Buntz, Brian. 2024. “GLP-1 Obesity Drugs to Reshape Pharma Landscape.” Drug Discovery and Development. July 10, 2024. 

 

Cawley, John. 2021. “Direct Medical Costs of Obesity in the United States and the Most Populous States.” Journal of Managed Care & Specialty Pharmacy 27 (3): 354–66. 

 

Essel, Ekow. 2024. “State Medicaid Programs Increasingly Opting to Cover Weight-Loss Drugs – ACHI.” ACHI. achi.

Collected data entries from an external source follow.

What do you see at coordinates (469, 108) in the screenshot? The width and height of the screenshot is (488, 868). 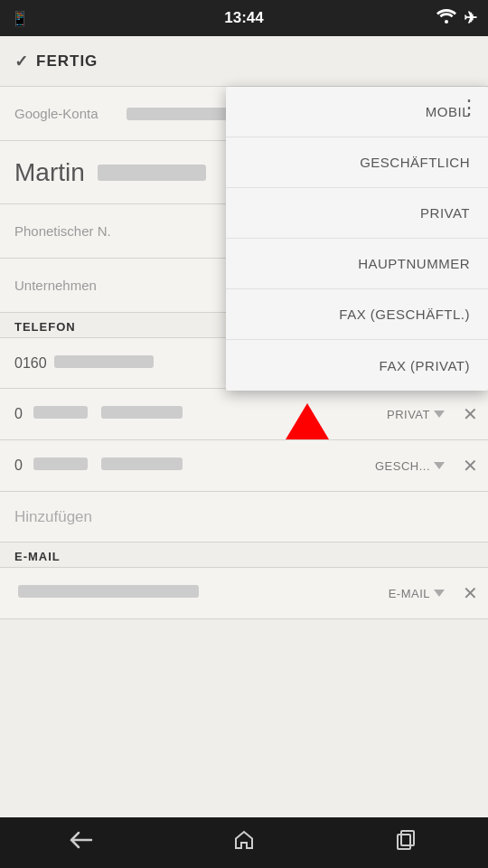 I see `kebab-icon: ⋮` at bounding box center [469, 108]. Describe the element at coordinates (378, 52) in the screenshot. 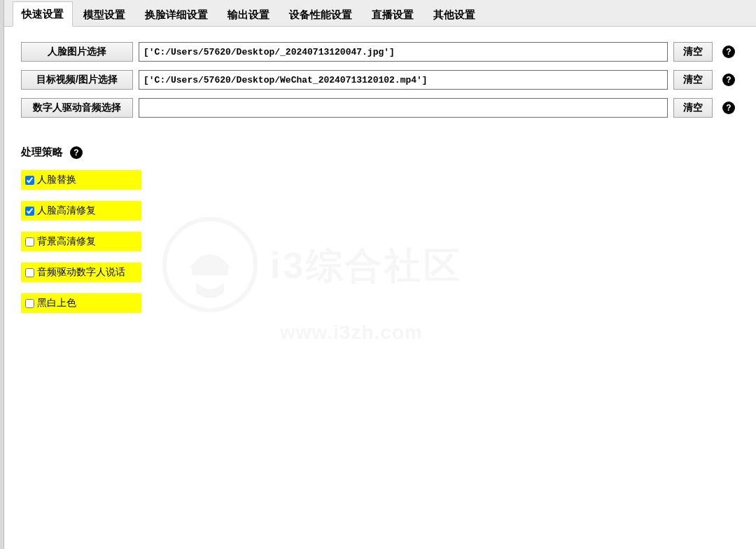

I see `row-face-image: 人脸图片选择 清空 ?` at that location.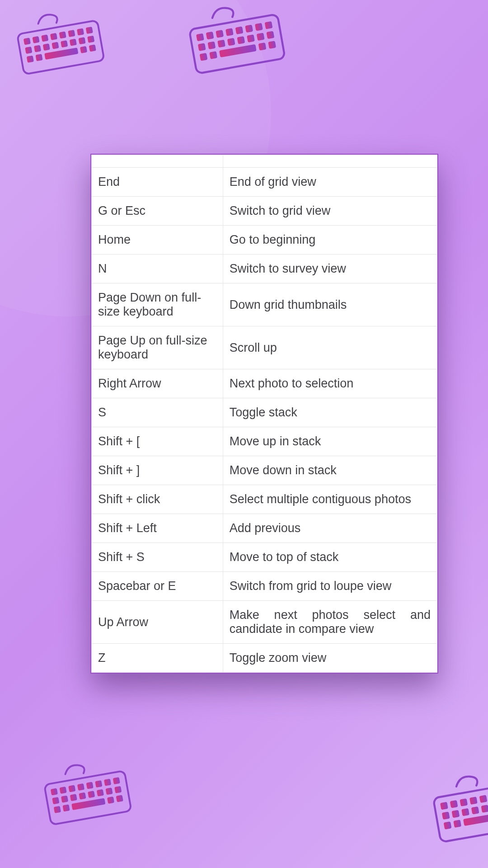  What do you see at coordinates (330, 622) in the screenshot?
I see `shortcut-action-cell: Make next photos select and candidate in…` at bounding box center [330, 622].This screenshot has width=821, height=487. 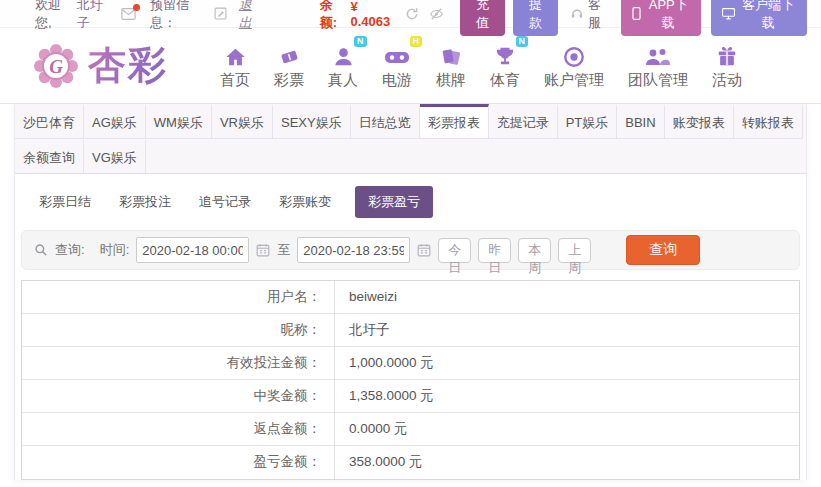 What do you see at coordinates (343, 66) in the screenshot?
I see `nav-item-live-casino: N 真人` at bounding box center [343, 66].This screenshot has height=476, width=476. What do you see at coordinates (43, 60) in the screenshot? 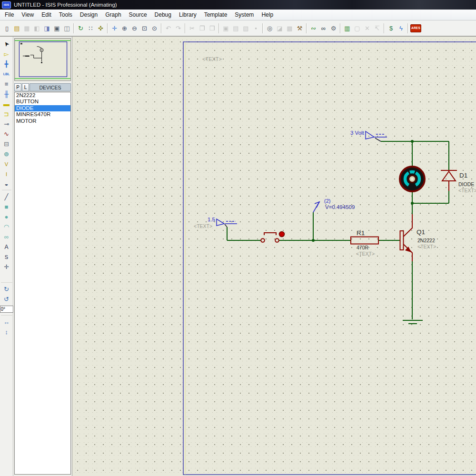
I see `overview-minimap` at bounding box center [43, 60].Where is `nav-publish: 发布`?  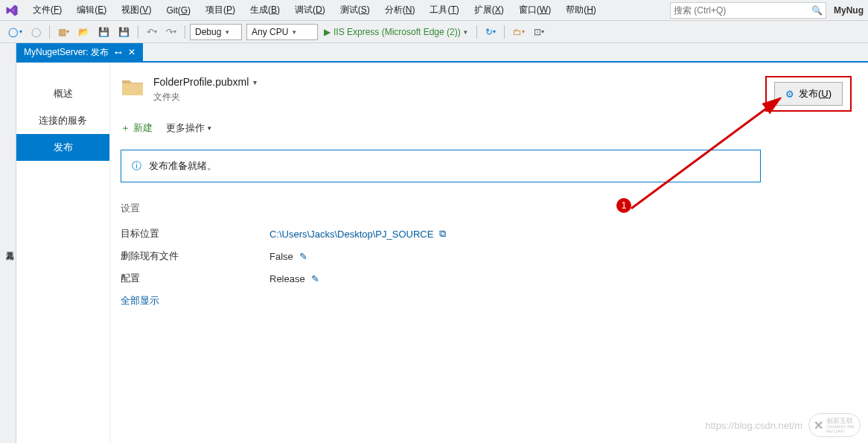 nav-publish: 发布 is located at coordinates (63, 147).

November 20, 2024. 

 

Friedman, Jeffrey M. 2024. “The Discovery and Development of GLP-1 Based Drugs That Have Revolutionized the Treatment of Obesity.” Proceedings of the National Academy of Sciences 121 (39). 

 

Hammond, Ross, and Ruth Levine. 2022. “The Economic Impact of Obesity in the United States.” Diabetes, Metabolic Syndrome and Obesity: Targets and Therapy 3 (3): 285. 

 

Healy, Melissa. 2019. “By 2030, Nearly Half of All U.S. Adults Will Be Obese, Experts Predict.” Los Angeles Times. December 19, 2019. 

 

https://www.biospace.com/greg-slabodkin. 2024. “Novo’s Ozempic Seen as Shoo-in for next Round of Medicare Price Negotiations.” BioSpace. September 25, 2024. 

 

Innovative RX. 2024. “Rx History: The Rise of GLP-1s.” Innovative Rx Strategies. January 25, 2024.

 

Kaplan, Karen. 2024. “‘Miracle’ Weight-Loss Drugs Could Have Reduced Health Disparities. Instead They Got Worse.” Los Angeles Times. April 15, 2024. 

 

Kesselheim, Aaron. 2017. “Determinants of Market Exclusivity for Prescription Drugs in the United States.” Commonwealth Fund. September 13, 2017. 

 

Mohamed, Theron. 2025. “Why New Weight-Loss Drugs like Mounjaro Cost so Much: Eli Lilly CEO.” Business Insider. February 21, 2025. 

 

Robbins, Rebecca. 2025. “Weight Loss Drug Will Be Offered for $499 a Month for Some Patients.” The New York Times, March 5, 2025. 

 

States, United. 2024. “JEC Vice Chairman Schweikert Releases Republican Response to Economic Report of the President – JEC Vice Chairman Schweikert Releases Republican Response to Economic Report of the President – United States Joint Economic Committee.” Senate.gov. June 18, 2024. 

 

Strassmann, Mark. 2024. “West Virginia Residents Struggle to Afford GLP-1 Weight Loss Drugs after State Ends Subsidy Program.” Cbsnews.com. CBS News. November 26, 2024.